Fabares has filed a request for debt relief under the Education Department’s “borrower defense” program, which cancels debt for defrauded students. Four years after applying, he has yet to receive an answer. “If life throws you any curveballs under this debt, it’s going to make you default,” he said. “It’s doing to blow you out of the water. All it takes is a life change.”
Fabares currently works for a consulting firm that moderates companies’ online presence. The couple also works as caretakers for his elderly grandparents. Having a large amount of debt, “affected just everything we did,” he said. “We weren’t able to save hardly anything. We just were living paycheck to paycheck hoping something would pan out.”
Now Fabares is involved in efforts to hold for-profit schools and the Education Department accountable for their actions. He encourages former students from The Art Institutes to join the Facebook group “I Am AI” to meet others seeking justice.
Having attended rule-making sessions held by the Education Department, he has seen in person how lobbyists and for-profit colleges have fought meaningful oversight. “It’s just one thing after another to hurt students,” he said.
CORPORATE INFLUENCE AT WORK
For-profit colleges that saddle students with mountains of debt and worthless degrees have successfully lobbied Congress and the Education Department to block or weaken rules that protect students. As a result, millions of students and graduates around the country are burdened with debt and disillusioned.
KEY FACTS:
The for-profit college industry has:
- Spent nearly $71 million on lobbying in Washington since 2008.
- Contributed more than $13.6 million in campaign money to Congress over the past 30 years, with money coming from PACs and individuals tied to the for-profit college sector.
- Contributed 53 percent to Congressional Republicans and 46 percent to Congressional Democrats.

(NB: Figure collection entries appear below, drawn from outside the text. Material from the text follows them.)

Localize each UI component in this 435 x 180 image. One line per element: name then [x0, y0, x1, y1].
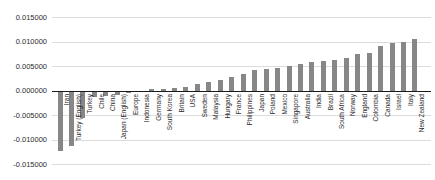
- bar-india: [309, 62, 314, 91]
- x-tick-label: New Zealand: [418, 94, 425, 132]
- bar-israel: [390, 43, 395, 91]
- x-tick-label: Germany: [155, 94, 162, 121]
- x-tick-label: Mexico: [281, 94, 288, 115]
- x-tick-label: Canada: [384, 94, 391, 117]
- bar-poland: [264, 69, 269, 91]
- gridline: [52, 42, 431, 43]
- bar-chart: 0.0150000.0100000.0050000.000000-0.00500…: [0, 0, 435, 180]
- x-tick-label: Turkey (English): [75, 94, 82, 141]
- x-tick-label: Sweden: [201, 94, 208, 118]
- bar-norway: [344, 58, 349, 91]
- y-tick-label: 0.000000: [0, 87, 47, 95]
- x-tick-label: Japan: [258, 94, 265, 112]
- x-axis-line: [52, 91, 431, 92]
- x-tick-label: Indonesia: [143, 94, 150, 122]
- x-tick-label: USA: [189, 94, 196, 107]
- bar-philippines: [241, 74, 246, 91]
- x-tick-label: Brazil: [327, 94, 334, 110]
- x-tick-label: Hungary: [224, 94, 231, 119]
- x-tick-label: Europe: [132, 94, 139, 115]
- x-tick-label: France: [235, 94, 242, 114]
- x-tick-label: Singapore: [292, 94, 299, 124]
- y-tick-label: -0.015000: [0, 161, 47, 169]
- x-tick-label: Philippines: [246, 94, 253, 125]
- bar-japan: [252, 70, 257, 91]
- x-tick-label: Turkey: [86, 94, 93, 114]
- y-tick-label: -0.010000: [0, 136, 47, 144]
- bar-brazil: [321, 61, 326, 91]
- bar-iran: [58, 91, 63, 151]
- x-tick-label: Japan (English): [120, 94, 127, 139]
- bar-colombia: [367, 53, 372, 91]
- bar-canada: [378, 46, 383, 91]
- bar-new-zealand: [412, 39, 417, 91]
- gridline: [52, 164, 431, 165]
- x-tick-label: South Korea: [166, 94, 173, 130]
- bar-hungary: [218, 80, 223, 91]
- x-tick-label: China: [109, 94, 116, 111]
- x-tick-label: Italy: [407, 94, 414, 106]
- y-tick-label: 0.010000: [0, 38, 47, 46]
- bar-mexico: [275, 68, 280, 91]
- bar-france: [229, 77, 234, 91]
- x-tick-label: Australia: [304, 94, 311, 119]
- x-tick-label: Chile: [98, 94, 105, 109]
- x-tick-label: Malaysia: [212, 94, 219, 120]
- x-tick-label: Colombia: [372, 94, 379, 121]
- x-tick-label: England: [361, 94, 368, 118]
- x-tick-label: Norway: [349, 94, 356, 116]
- bar-australia: [298, 64, 303, 91]
- y-tick-label: 0.005000: [0, 63, 47, 71]
- x-tick-label: Israel: [395, 94, 402, 110]
- y-tick-label: -0.005000: [0, 112, 47, 120]
- y-tick-label: 0.015000: [0, 14, 47, 22]
- gridline: [52, 17, 431, 18]
- bar-italy: [401, 42, 406, 91]
- bar-south-africa: [332, 60, 337, 91]
- x-tick-label: Britain: [178, 94, 185, 112]
- bar-england: [355, 54, 360, 91]
- x-tick-label: South Africa: [338, 94, 345, 129]
- gridline: [52, 140, 431, 141]
- gridline: [52, 66, 431, 67]
- x-tick-label: India: [315, 94, 322, 108]
- bar-singapore: [287, 66, 292, 91]
- x-tick-label: Poland: [269, 94, 276, 114]
- x-tick-label: Iran: [63, 94, 70, 105]
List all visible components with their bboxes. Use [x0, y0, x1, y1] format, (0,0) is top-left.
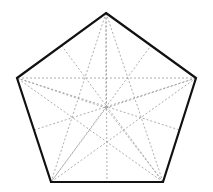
pentagon-figure — [0, 0, 213, 192]
figure-background — [0, 0, 213, 192]
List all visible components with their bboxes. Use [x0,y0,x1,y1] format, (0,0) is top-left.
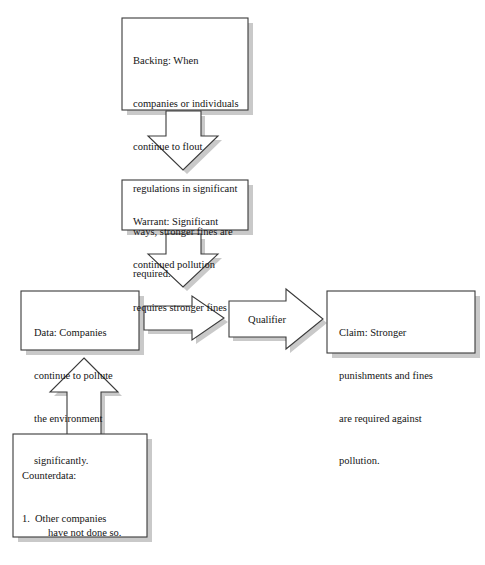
backing-line-3: continue to flout [133,140,243,154]
claim-box-text: Claim: Stronger punishments and fines ar… [339,298,469,483]
warrant-box-text: Warrant: Significant continued pollution… [133,187,243,329]
warrant-line-1: Warrant: Significant [133,215,243,229]
warrant-line-2: continued pollution [133,258,243,272]
claim-line-1: Claim: Stronger [339,326,469,340]
counterdata-item-1-line-1: Other companies [35,513,106,524]
claim-line-3: are required against [339,412,469,426]
backing-line-2: companies or individuals [133,97,243,111]
data-line-3: the environment [34,412,134,426]
counterdata-item-1-number: 1. [22,512,35,526]
counterdata-box-text: Counterdata: 1.Other companieshave not d… [22,441,144,565]
counterdata-item-1: 1.Other companieshave not done so. [22,512,144,540]
backing-line-1: Backing: When [133,54,243,68]
qualifier-label: Qualifier [236,313,298,327]
warrant-line-3: requires stronger fines [133,301,243,315]
data-line-1: Data: Companies [34,326,134,340]
data-line-2: continue to pollute [34,369,134,383]
counterdata-heading: Counterdata: [22,469,144,483]
claim-line-2: punishments and fines [339,369,469,383]
claim-line-4: pollution. [339,454,469,468]
counterdata-item-1-line-2: have not done so. [48,527,122,538]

SOURCE: Center for Responsive Politics.
Toward the end of the Obama administration, the Education Department started taking steps to rein in predatory for-profit college operators. Officials successfully cut off the flow of federal student loan money to some of the worst abusers. But under Education Secretary Betsy DeVos, the department’s efforts to protect students from predatory schools are being gutted. Several investigations into the for-profit college industry have been scotched, and DeVos has brought on several former for-profit college executives who are now overseeing the same companies where they once worked or represented. DeVos has made it more difficult for defrauded students to get their loans discharged and scaled back rules designed to weed out poor career-training programs at for-profit schools. Meanwhile, student debt continues to rise: According to the Federal Reserve Bank of New York, there is $1.46 trillion in outstanding U.S. student loans, with about 9 percent of that in serious delinquency, having had no payments in 90 days.